Says the narrator: “It is comparatively easy to trust anyone if
you are supervising him or at least can supervise him; perhaps it is even
possible to trust someone at a distance; but completely to trust someone
outside the burrow when you are inside the burrow, that is a different world,
that, it seems to me, is impossible.” ”
According
to Edwin Muir’s introduction, “The Burrow” was written very near the end of
Kafka’s life and is almost complete. However it seems that the planned
ending was going to have the “invisible enemy” appear, which would have changed
the story’s tone considerably.
“The Great Wall of China” is a perfect sketch, told by a Chinese – an account
of the wall’s construction in discrete sections and hence its method of
controlling and separating the workforce. But then there is a reflection on why
the wall is being built – clearly it is not to keep out the northern invaders
as they would be swallowed up in the vast land anyway. Obviously its real
purpose is an eternal condition exceeding the designs of any emperor… there
follows the fable [which Kafka wrote separately] of how long it would take a message from the
emperor to reach any countryman. This means that in fact most Chinese don’t
know who the current emperor is [“Long-dead
emperors are sat on the throne in our villages, and one that only lives in song
recently had a proclamation of his read out by the priest before the altar.”]

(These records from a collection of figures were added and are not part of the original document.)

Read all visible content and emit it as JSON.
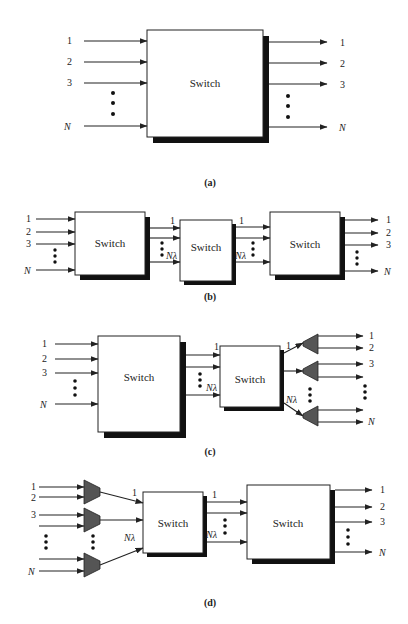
{
  "figure": {
    "panels": [
      {
        "id": "a",
        "caption": "(a)",
        "switches": [
          {
            "label": "Switch"
          }
        ],
        "input_labels": [
          "1",
          "2",
          "3",
          "N"
        ],
        "output_labels": [
          "1",
          "2",
          "3",
          "N"
        ]
      },
      {
        "id": "b",
        "caption": "(b)",
        "switches": [
          {
            "label": "Switch"
          },
          {
            "label": "Switch"
          },
          {
            "label": "Switch"
          }
        ],
        "input_labels": [
          "1",
          "2",
          "3",
          "N"
        ],
        "link1_labels": [
          "1",
          "Nλ"
        ],
        "link2_labels": [
          "1",
          "Nλ"
        ],
        "output_labels": [
          "1",
          "2",
          "3",
          "N"
        ]
      },
      {
        "id": "c",
        "caption": "(c)",
        "switches": [
          {
            "label": "Switch"
          },
          {
            "label": "Switch"
          }
        ],
        "input_labels": [
          "1",
          "2",
          "3",
          "N"
        ],
        "link1_labels": [
          "1",
          "Nλ"
        ],
        "demux_labels": [
          "1",
          "Nλ"
        ],
        "output_labels": [
          "1",
          "2",
          "3",
          "N"
        ]
      },
      {
        "id": "d",
        "caption": "(d)",
        "switches": [
          {
            "label": "Switch"
          },
          {
            "label": "Switch"
          }
        ],
        "input_labels": [
          "1",
          "2",
          "3",
          "N"
        ],
        "mux_labels": [
          "1",
          "Nλ"
        ],
        "link1_labels": [
          "1",
          "Nλ"
        ],
        "output_labels": [
          "1",
          "2",
          "3",
          "N"
        ]
      }
    ]
  }
}
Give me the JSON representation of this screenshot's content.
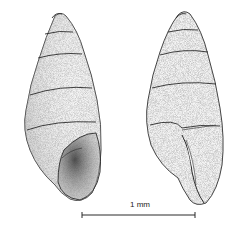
{
  "figure": {
    "specimens": [
      {
        "view": "apertural"
      },
      {
        "view": "lateral"
      }
    ],
    "scale_bar": {
      "label": "1 mm"
    },
    "colors": {
      "ink": "#2a2a2a",
      "stipple": "#555555",
      "background": "#ffffff"
    }
  }
}
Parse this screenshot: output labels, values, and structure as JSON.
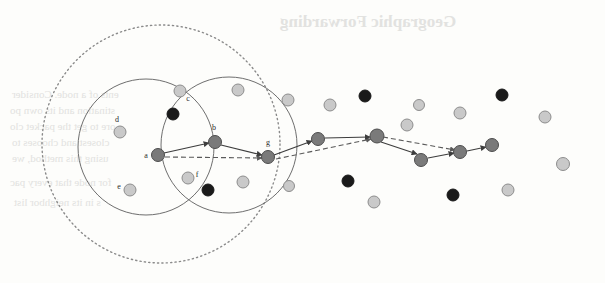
{
  "figure": {
    "background_color": "#fdfdfb",
    "colors": {
      "light_node": "#c9c9c9",
      "light_node_stroke": "#8d8d8d",
      "mid_node": "#7a7a7a",
      "mid_node_stroke": "#4d4d4d",
      "dark_node": "#1a1a1a",
      "circle_stroke": "#6e6e6e",
      "dotted_stroke": "#8a8a8a",
      "edge_solid": "#3d3d3d",
      "edge_dashed": "#5a5a5a",
      "label_color": "#2b2b2b",
      "bleed_text": "#e2e2e0"
    },
    "regions": {
      "dotted_circle": {
        "cx": 161,
        "cy": 144,
        "r": 119,
        "style": "dotted"
      },
      "solid_circle_left": {
        "cx": 146,
        "cy": 147,
        "r": 68,
        "style": "solid"
      },
      "solid_circle_right": {
        "cx": 229,
        "cy": 145,
        "r": 68,
        "style": "solid"
      }
    },
    "labeled_nodes": [
      {
        "id": "a",
        "x": 158,
        "y": 155,
        "r": 6.5,
        "kind": "mid",
        "label": "a",
        "lx": 146,
        "ly": 158
      },
      {
        "id": "b",
        "x": 215,
        "y": 142,
        "r": 6.5,
        "kind": "mid",
        "label": "b",
        "lx": 214,
        "ly": 130
      },
      {
        "id": "c",
        "x": 180,
        "y": 91,
        "r": 6.0,
        "kind": "light",
        "label": "c",
        "lx": 188,
        "ly": 101
      },
      {
        "id": "d",
        "x": 120,
        "y": 132,
        "r": 6.0,
        "kind": "light",
        "label": "d",
        "lx": 117,
        "ly": 122
      },
      {
        "id": "e",
        "x": 130,
        "y": 190,
        "r": 6.0,
        "kind": "light",
        "label": "e",
        "lx": 119,
        "ly": 189
      },
      {
        "id": "f",
        "x": 188,
        "y": 178,
        "r": 6.0,
        "kind": "light",
        "label": "f",
        "lx": 197,
        "ly": 177
      },
      {
        "id": "g",
        "x": 268,
        "y": 157,
        "r": 6.5,
        "kind": "mid",
        "label": "g",
        "lx": 268,
        "ly": 145
      }
    ],
    "path_nodes": [
      {
        "id": "p1",
        "x": 318,
        "y": 139,
        "r": 6.5,
        "kind": "mid"
      },
      {
        "id": "p2",
        "x": 377,
        "y": 136,
        "r": 7.0,
        "kind": "mid"
      },
      {
        "id": "p3",
        "x": 421,
        "y": 160,
        "r": 6.5,
        "kind": "mid"
      },
      {
        "id": "p4",
        "x": 460,
        "y": 152,
        "r": 6.5,
        "kind": "mid"
      },
      {
        "id": "p5",
        "x": 492,
        "y": 145,
        "r": 6.5,
        "kind": "mid"
      }
    ],
    "scatter_nodes": [
      {
        "x": 238,
        "y": 90,
        "r": 6.0,
        "kind": "light"
      },
      {
        "x": 173,
        "y": 114,
        "r": 6.0,
        "kind": "dark"
      },
      {
        "x": 208,
        "y": 190,
        "r": 6.0,
        "kind": "dark"
      },
      {
        "x": 243,
        "y": 182,
        "r": 6.0,
        "kind": "light"
      },
      {
        "x": 288,
        "y": 100,
        "r": 6.0,
        "kind": "light"
      },
      {
        "x": 289,
        "y": 186,
        "r": 5.5,
        "kind": "light"
      },
      {
        "x": 330,
        "y": 105,
        "r": 6.0,
        "kind": "light"
      },
      {
        "x": 348,
        "y": 181,
        "r": 6.0,
        "kind": "dark"
      },
      {
        "x": 365,
        "y": 96,
        "r": 6.0,
        "kind": "dark"
      },
      {
        "x": 374,
        "y": 202,
        "r": 6.0,
        "kind": "light"
      },
      {
        "x": 407,
        "y": 125,
        "r": 6.0,
        "kind": "light"
      },
      {
        "x": 419,
        "y": 105,
        "r": 5.5,
        "kind": "light"
      },
      {
        "x": 453,
        "y": 195,
        "r": 6.0,
        "kind": "dark"
      },
      {
        "x": 460,
        "y": 113,
        "r": 6.0,
        "kind": "light"
      },
      {
        "x": 502,
        "y": 95,
        "r": 6.0,
        "kind": "dark"
      },
      {
        "x": 508,
        "y": 190,
        "r": 6.0,
        "kind": "light"
      },
      {
        "x": 545,
        "y": 117,
        "r": 6.0,
        "kind": "light"
      },
      {
        "x": 563,
        "y": 164,
        "r": 6.5,
        "kind": "light"
      },
      {
        "x": 512,
        "y": 193,
        "r": 0.1,
        "kind": "light"
      },
      {
        "x": 282,
        "y": 137,
        "r": 0.1,
        "kind": "light"
      }
    ],
    "solid_edges": [
      {
        "from": "a",
        "to": "b",
        "x1": 164,
        "y1": 153,
        "x2": 209,
        "y2": 143
      },
      {
        "from": "b",
        "to": "g",
        "x1": 221,
        "y1": 145,
        "x2": 262,
        "y2": 155
      },
      {
        "from": "g",
        "to": "p1",
        "x1": 274,
        "y1": 155,
        "x2": 312,
        "y2": 141
      },
      {
        "from": "p1",
        "to": "p2",
        "x1": 325,
        "y1": 138,
        "x2": 370,
        "y2": 137
      },
      {
        "from": "p2",
        "to": "p3",
        "x1": 381,
        "y1": 142,
        "x2": 417,
        "y2": 154
      },
      {
        "from": "p3",
        "to": "p4",
        "x1": 428,
        "y1": 158,
        "x2": 454,
        "y2": 153
      },
      {
        "from": "p4",
        "to": "p5",
        "x1": 467,
        "y1": 151,
        "x2": 486,
        "y2": 147
      }
    ],
    "dashed_edges": [
      {
        "from": "a",
        "to": "g",
        "x1": 165,
        "y1": 157,
        "x2": 262,
        "y2": 158
      },
      {
        "from": "g",
        "to": "p2",
        "x1": 276,
        "y1": 159,
        "x2": 371,
        "y2": 139
      },
      {
        "from": "p2",
        "to": "p4",
        "x1": 383,
        "y1": 137,
        "x2": 455,
        "y2": 150
      }
    ],
    "bleed_text_lines": [
      {
        "text": "Geographic Forwarding",
        "x": 280,
        "y": 12,
        "size": 17,
        "weight": "700"
      },
      {
        "text": "ents of a node. Consider",
        "x": 12,
        "y": 88,
        "size": 11,
        "weight": "400"
      },
      {
        "text": "stination and its own po",
        "x": 10,
        "y": 104,
        "size": 11,
        "weight": "400"
      },
      {
        "text": "ore to get the packet clo",
        "x": 10,
        "y": 120,
        "size": 11,
        "weight": "400"
      },
      {
        "text": "closest and chooses to",
        "x": 12,
        "y": 136,
        "size": 11,
        "weight": "400"
      },
      {
        "text": "using this method, we",
        "x": 12,
        "y": 152,
        "size": 11,
        "weight": "400"
      },
      {
        "text": "for node that every pac",
        "x": 10,
        "y": 176,
        "size": 11,
        "weight": "400"
      },
      {
        "text": "s in its neighbor list",
        "x": 14,
        "y": 196,
        "size": 11,
        "weight": "400"
      }
    ]
  }
}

This leads to Kafka’s clearest – and in fact profoundly conservative –
political statement when the narrator condones Chinese villages who live “a life that is subject to no contemporary
law, and attends only to the exhortations and warnings that come to us from
olden times.” Political topicalities are less important than eternal
verities. [However, reading a political commentary on Kafka, I discover that
this tale can – or should – be read ironically as a condemnation of those who
ignore the present.]
“The Giant Mole”, more clearly than the above, is incomplete. It is
apparenty a satire on either science or literary production. The narrator tells
of a village schoolmaster who gains brief notoriety for writing a pamphlet on a
giant mole he has seen. The narrator, who has not seen the mole, writes his own
pamphlet on it. It is ignored or ridiculed. The narrator withdraws his work from
circulation. The [very incomplete] story might be about people who write on
things sight unseen; or about literary rivalries, in the schoolmaster’s
resentment of the narrator’s pamphlet, and the narrator’s residual guilt for
writing it At one point the narrator tells the schoolmaster “Often as we listen to some learned
discussion we may be under the impression that it is about your discovery, when
it is about something quite different, and the next time, we think it is about
something else, and not about your discovery at all, it may be about that and
that alone.”
The
rest of the Muirs’ volume is made up of much shorter pieces – most of them
ironical fables of less than one page in length – and then two separate groups
of aphorisms. Those gathered under the heading “He” seem to be notes Kafka made
to himself in the year 1920. They are more about personal maladjustments than
about philosophical questions. Rather more interesting are the aphorisms
grouped under the heading “Reflections
on Sin, Pain, Hope and the True Way”, which seem to date from 1917-19 and
include the following excellent observations.
[38]
“Only our concept of Time makes it
possible for us to speak of the Day of Judgement by that name; in reality it is
a summary court perpetually in session.”
[50]
“In the fight between you and the world,
back the world.”
[54]
“There are questions which we could never
get over if we were not delivered from them by the operation of nature.”
I do not think this is the most essential
volumes of Kafka’s work, but it is a collection which often shows his less
haunted side, even if the power of a malign force sometimes peeps through.